Now, that’s a President. Abraham Lincoln, previously best remembered for the penny, the Emancipation Proclamation, the Civil War, the Gettysburg Address, the humor, the honesty, and the height, is now re-imagined with all of that plus a rail-splitting ax tipped with silver that he swings like the grand marshall of a marching band to chop off the heads of vampires.
Russian-Kazakh director Timur Bekmambetov is known for hyper-violent films with striking visuals (“Wanted,” “Daywatch,” “Nightwatch”), here working with superstar cinematographer Caleb Deschanel as director of photography, is well suited to telling this story. It is surprisingly absorbing for an idea that sounds like it could easily be all concept and pointy teeth.
We meet young Abe as a boy, risking his life to defend his best friend Will, an African-American boy about to be whipped by the cruel man who oversees the docks. This rebellion gets Abe’s father fired, and also inflicts a more insidious revenge. Those who are familiar enough with Lincoln’s history well enough to know that the mother he loved, Nancy Hanks, died when he was nine will guess what is going to happen when she is stricken with a mysterious illness. Those who expect to see his step-mother, his first love, Anne Rutledge, or more than one of his sons will have to wait for the Steven Spielberg biopic coming out next year. As the title suggests, his one is more about killing vampires in a lot of different settlings, with a lot of spurting blood. In 3D.
At first, it is about revenge. But then Lincoln meets the dissolute but somehow trustworthy Henry Sturgess (Dominic Cooper), who cues up the training montage by telling Lincoln he must learn how to swing his ax with enough force to knock down a tree with one blow — and teaches him to do it by thinking about what he hates most. “It’s quite a feat to kill that which is already dead.” Sturgess warns Lincoln that if he is going to hunt vampires he cannot have any friends or romantic connections. But after Lincoln moves to Springfield, Illinois, he soon has both, with Joshua Speed (Jimmi Simpson) and pretty Mary Todd (the always-winning Mary Elizabeth Winstead). The head vampire, meaningfully named Adam (Rufus Sewell), is planning to take over America from his decaying plantation in New Orleans. When he invites some of his slaves to a party, it’s not “Mandingo;” it’s “Soylent Green.”
The attempt to weave the vampires into historical events is less gimmicky than it sounds because slavery is so abhorrent it makes more sense that it would require supernatural evil for something so essentially inhumane. But this is all about the fight scenes, and they are striking, even beautiful seen as abstractions, if you stop thinking of them as decapitations and impalings. Like its source material, its effort to straddle genres is sometimes awkward, its storyline overwhelmed by too many action set-pieces. Star Benjamin Walker’s stiff make-up does not allow for much acting. Despite some murkiness from the post-production 3D, the visuals are powerful and the action scenes impressively staged. And it is refreshing to see a politician who is so good at getting things done.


**Problem:**
Each record must be copied in full and unchanged; any image it holds is excluded.

**Given entries:**
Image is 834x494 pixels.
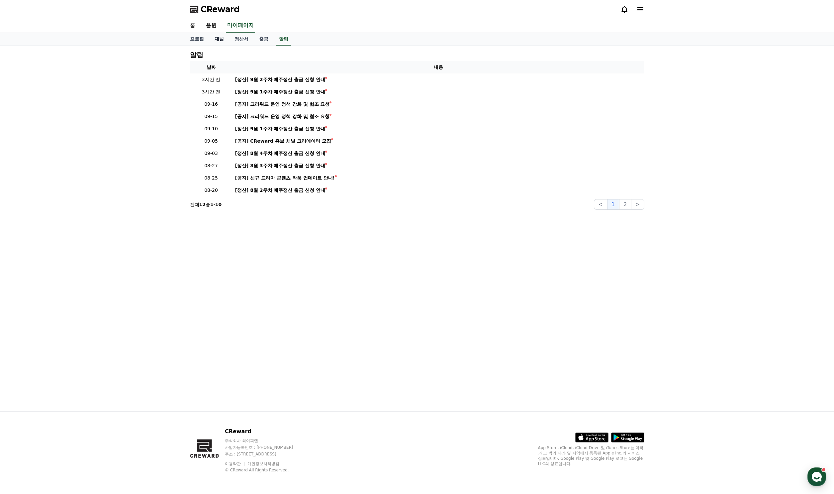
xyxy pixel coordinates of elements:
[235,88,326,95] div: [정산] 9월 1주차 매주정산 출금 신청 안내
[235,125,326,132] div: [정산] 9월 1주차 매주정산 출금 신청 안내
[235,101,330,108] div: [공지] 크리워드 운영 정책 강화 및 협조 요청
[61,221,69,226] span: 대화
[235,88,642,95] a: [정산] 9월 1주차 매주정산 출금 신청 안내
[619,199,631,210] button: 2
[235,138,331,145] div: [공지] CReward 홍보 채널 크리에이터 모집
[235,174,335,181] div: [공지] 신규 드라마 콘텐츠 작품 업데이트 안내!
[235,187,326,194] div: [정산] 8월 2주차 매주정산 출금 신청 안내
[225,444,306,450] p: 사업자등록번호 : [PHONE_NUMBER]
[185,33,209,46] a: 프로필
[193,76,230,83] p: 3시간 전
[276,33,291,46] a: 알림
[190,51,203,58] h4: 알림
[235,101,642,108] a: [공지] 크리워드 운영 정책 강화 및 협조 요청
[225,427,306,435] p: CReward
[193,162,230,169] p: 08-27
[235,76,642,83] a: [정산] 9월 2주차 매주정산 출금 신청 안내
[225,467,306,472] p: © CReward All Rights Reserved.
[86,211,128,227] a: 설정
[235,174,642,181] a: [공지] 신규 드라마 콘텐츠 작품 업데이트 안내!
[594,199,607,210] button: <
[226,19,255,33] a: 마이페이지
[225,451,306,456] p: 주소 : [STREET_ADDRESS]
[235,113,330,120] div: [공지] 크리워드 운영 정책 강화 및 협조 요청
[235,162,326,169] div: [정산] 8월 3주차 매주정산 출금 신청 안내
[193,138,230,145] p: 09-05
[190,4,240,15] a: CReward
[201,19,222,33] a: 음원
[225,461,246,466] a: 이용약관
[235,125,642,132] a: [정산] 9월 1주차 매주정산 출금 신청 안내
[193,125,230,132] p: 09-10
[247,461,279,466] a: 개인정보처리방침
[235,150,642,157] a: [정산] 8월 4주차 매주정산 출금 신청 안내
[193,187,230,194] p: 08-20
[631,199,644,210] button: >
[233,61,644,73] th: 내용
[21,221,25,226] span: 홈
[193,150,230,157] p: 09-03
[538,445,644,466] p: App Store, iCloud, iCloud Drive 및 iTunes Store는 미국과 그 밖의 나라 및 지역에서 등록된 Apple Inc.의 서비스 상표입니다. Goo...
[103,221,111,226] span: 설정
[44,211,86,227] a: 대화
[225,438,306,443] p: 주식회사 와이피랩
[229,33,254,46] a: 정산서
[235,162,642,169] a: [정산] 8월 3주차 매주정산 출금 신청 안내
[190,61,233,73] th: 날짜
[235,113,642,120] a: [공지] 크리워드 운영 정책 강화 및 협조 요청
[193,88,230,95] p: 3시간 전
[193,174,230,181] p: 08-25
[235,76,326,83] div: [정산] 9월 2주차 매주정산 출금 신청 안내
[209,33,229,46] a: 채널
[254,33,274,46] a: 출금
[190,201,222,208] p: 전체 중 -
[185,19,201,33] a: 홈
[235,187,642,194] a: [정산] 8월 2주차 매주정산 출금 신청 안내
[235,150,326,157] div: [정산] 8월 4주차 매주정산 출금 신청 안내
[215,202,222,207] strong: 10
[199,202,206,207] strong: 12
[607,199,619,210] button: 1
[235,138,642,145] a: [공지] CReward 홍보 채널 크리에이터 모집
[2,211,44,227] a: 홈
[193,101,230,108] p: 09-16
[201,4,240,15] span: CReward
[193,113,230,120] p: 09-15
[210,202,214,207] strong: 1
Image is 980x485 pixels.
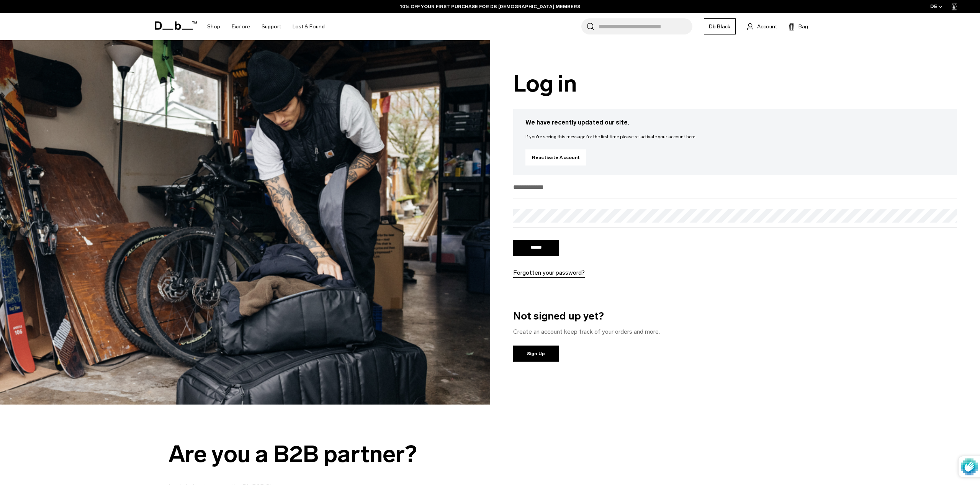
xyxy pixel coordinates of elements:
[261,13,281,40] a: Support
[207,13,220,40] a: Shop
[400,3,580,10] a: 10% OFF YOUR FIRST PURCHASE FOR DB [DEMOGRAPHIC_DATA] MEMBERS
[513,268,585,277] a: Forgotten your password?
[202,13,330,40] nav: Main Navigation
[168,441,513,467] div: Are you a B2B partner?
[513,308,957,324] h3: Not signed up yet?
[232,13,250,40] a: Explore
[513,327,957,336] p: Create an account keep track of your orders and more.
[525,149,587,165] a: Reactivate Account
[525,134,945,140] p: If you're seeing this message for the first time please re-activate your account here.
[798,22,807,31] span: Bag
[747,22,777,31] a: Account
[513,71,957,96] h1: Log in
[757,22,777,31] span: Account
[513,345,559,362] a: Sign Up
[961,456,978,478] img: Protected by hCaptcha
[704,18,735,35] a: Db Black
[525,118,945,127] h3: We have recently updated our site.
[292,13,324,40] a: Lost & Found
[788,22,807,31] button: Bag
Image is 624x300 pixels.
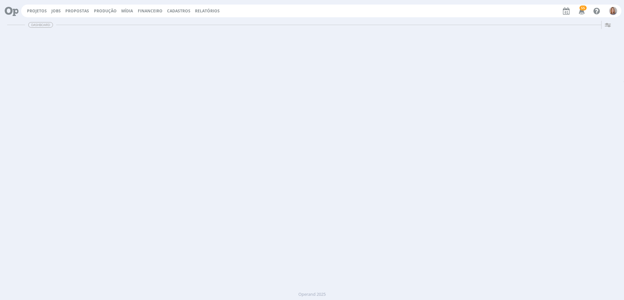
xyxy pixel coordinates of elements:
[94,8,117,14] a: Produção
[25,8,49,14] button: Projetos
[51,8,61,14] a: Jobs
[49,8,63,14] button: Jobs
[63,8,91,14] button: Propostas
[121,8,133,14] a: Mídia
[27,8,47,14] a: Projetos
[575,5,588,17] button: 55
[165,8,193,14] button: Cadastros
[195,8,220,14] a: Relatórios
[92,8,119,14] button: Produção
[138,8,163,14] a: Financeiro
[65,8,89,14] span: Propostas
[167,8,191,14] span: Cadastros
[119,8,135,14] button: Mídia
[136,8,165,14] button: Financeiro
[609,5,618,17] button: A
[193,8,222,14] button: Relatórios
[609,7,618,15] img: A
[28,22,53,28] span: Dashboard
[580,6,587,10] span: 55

**Answer box:**
Image is 834x494 pixels.
xyxy pixel coordinates of elements:
[235,88,326,95] div: [정산] 9월 1주차 매주정산 출금 신청 안내
[235,125,326,132] div: [정산] 9월 1주차 매주정산 출금 신청 안내
[235,101,330,108] div: [공지] 크리워드 운영 정책 강화 및 협조 요청
[61,221,69,226] span: 대화
[235,88,642,95] a: [정산] 9월 1주차 매주정산 출금 신청 안내
[619,199,631,210] button: 2
[235,138,331,145] div: [공지] CReward 홍보 채널 크리에이터 모집
[235,174,335,181] div: [공지] 신규 드라마 콘텐츠 작품 업데이트 안내!
[235,187,326,194] div: [정산] 8월 2주차 매주정산 출금 신청 안내
[225,444,306,450] p: 사업자등록번호 : [PHONE_NUMBER]
[185,33,209,46] a: 프로필
[193,76,230,83] p: 3시간 전
[276,33,291,46] a: 알림
[190,51,203,58] h4: 알림
[235,101,642,108] a: [공지] 크리워드 운영 정책 강화 및 협조 요청
[225,427,306,435] p: CReward
[193,162,230,169] p: 08-27
[235,76,642,83] a: [정산] 9월 2주차 매주정산 출금 신청 안내
[225,467,306,472] p: © CReward All Rights Reserved.
[86,211,128,227] a: 설정
[235,174,642,181] a: [공지] 신규 드라마 콘텐츠 작품 업데이트 안내!
[594,199,607,210] button: <
[226,19,255,33] a: 마이페이지
[225,451,306,456] p: 주소 : [STREET_ADDRESS]
[235,113,330,120] div: [공지] 크리워드 운영 정책 강화 및 협조 요청
[235,162,326,169] div: [정산] 8월 3주차 매주정산 출금 신청 안내
[193,138,230,145] p: 09-05
[190,4,240,15] a: CReward
[201,19,222,33] a: 음원
[225,461,246,466] a: 이용약관
[235,125,642,132] a: [정산] 9월 1주차 매주정산 출금 신청 안내
[193,125,230,132] p: 09-10
[247,461,279,466] a: 개인정보처리방침
[235,150,642,157] a: [정산] 8월 4주차 매주정산 출금 신청 안내
[193,187,230,194] p: 08-20
[631,199,644,210] button: >
[233,61,644,73] th: 내용
[21,221,25,226] span: 홈
[193,150,230,157] p: 09-03
[538,445,644,466] p: App Store, iCloud, iCloud Drive 및 iTunes Store는 미국과 그 밖의 나라 및 지역에서 등록된 Apple Inc.의 서비스 상표입니다. Goo...
[103,221,111,226] span: 설정
[44,211,86,227] a: 대화
[225,438,306,443] p: 주식회사 와이피랩
[229,33,254,46] a: 정산서
[235,162,642,169] a: [정산] 8월 3주차 매주정산 출금 신청 안내
[190,61,233,73] th: 날짜
[235,113,642,120] a: [공지] 크리워드 운영 정책 강화 및 협조 요청
[193,88,230,95] p: 3시간 전
[193,174,230,181] p: 08-25
[235,76,326,83] div: [정산] 9월 2주차 매주정산 출금 신청 안내
[209,33,229,46] a: 채널
[254,33,274,46] a: 출금
[190,201,222,208] p: 전체 중 -
[185,19,201,33] a: 홈
[235,187,642,194] a: [정산] 8월 2주차 매주정산 출금 신청 안내
[235,150,326,157] div: [정산] 8월 4주차 매주정산 출금 신청 안내
[215,202,222,207] strong: 10
[199,202,206,207] strong: 12
[607,199,619,210] button: 1
[235,138,642,145] a: [공지] CReward 홍보 채널 크리에이터 모집
[2,211,44,227] a: 홈
[193,101,230,108] p: 09-16
[201,4,240,15] span: CReward
[193,113,230,120] p: 09-15
[210,202,214,207] strong: 1
Image is 980x485 pixels.
xyxy pixel coordinates of elements:
[261,13,281,40] a: Support
[207,13,220,40] a: Shop
[400,3,580,10] a: 10% OFF YOUR FIRST PURCHASE FOR DB [DEMOGRAPHIC_DATA] MEMBERS
[513,268,585,277] a: Forgotten your password?
[202,13,330,40] nav: Main Navigation
[168,441,513,467] div: Are you a B2B partner?
[513,308,957,324] h3: Not signed up yet?
[232,13,250,40] a: Explore
[513,327,957,336] p: Create an account keep track of your orders and more.
[525,149,587,165] a: Reactivate Account
[525,134,945,140] p: If you're seeing this message for the first time please re-activate your account here.
[798,22,807,31] span: Bag
[747,22,777,31] a: Account
[513,71,957,96] h1: Log in
[757,22,777,31] span: Account
[513,345,559,362] a: Sign Up
[961,456,978,478] img: Protected by hCaptcha
[704,18,735,35] a: Db Black
[525,118,945,127] h3: We have recently updated our site.
[292,13,324,40] a: Lost & Found
[788,22,807,31] button: Bag
Image is 624x300 pixels.
xyxy pixel coordinates of elements:
[94,8,117,14] a: Produção
[25,8,49,14] button: Projetos
[51,8,61,14] a: Jobs
[49,8,63,14] button: Jobs
[63,8,91,14] button: Propostas
[121,8,133,14] a: Mídia
[27,8,47,14] a: Projetos
[575,5,588,17] button: 55
[165,8,193,14] button: Cadastros
[195,8,220,14] a: Relatórios
[92,8,119,14] button: Produção
[138,8,163,14] a: Financeiro
[65,8,89,14] span: Propostas
[167,8,191,14] span: Cadastros
[119,8,135,14] button: Mídia
[136,8,165,14] button: Financeiro
[609,5,618,17] button: A
[193,8,222,14] button: Relatórios
[609,7,618,15] img: A
[28,22,53,28] span: Dashboard
[580,6,587,10] span: 55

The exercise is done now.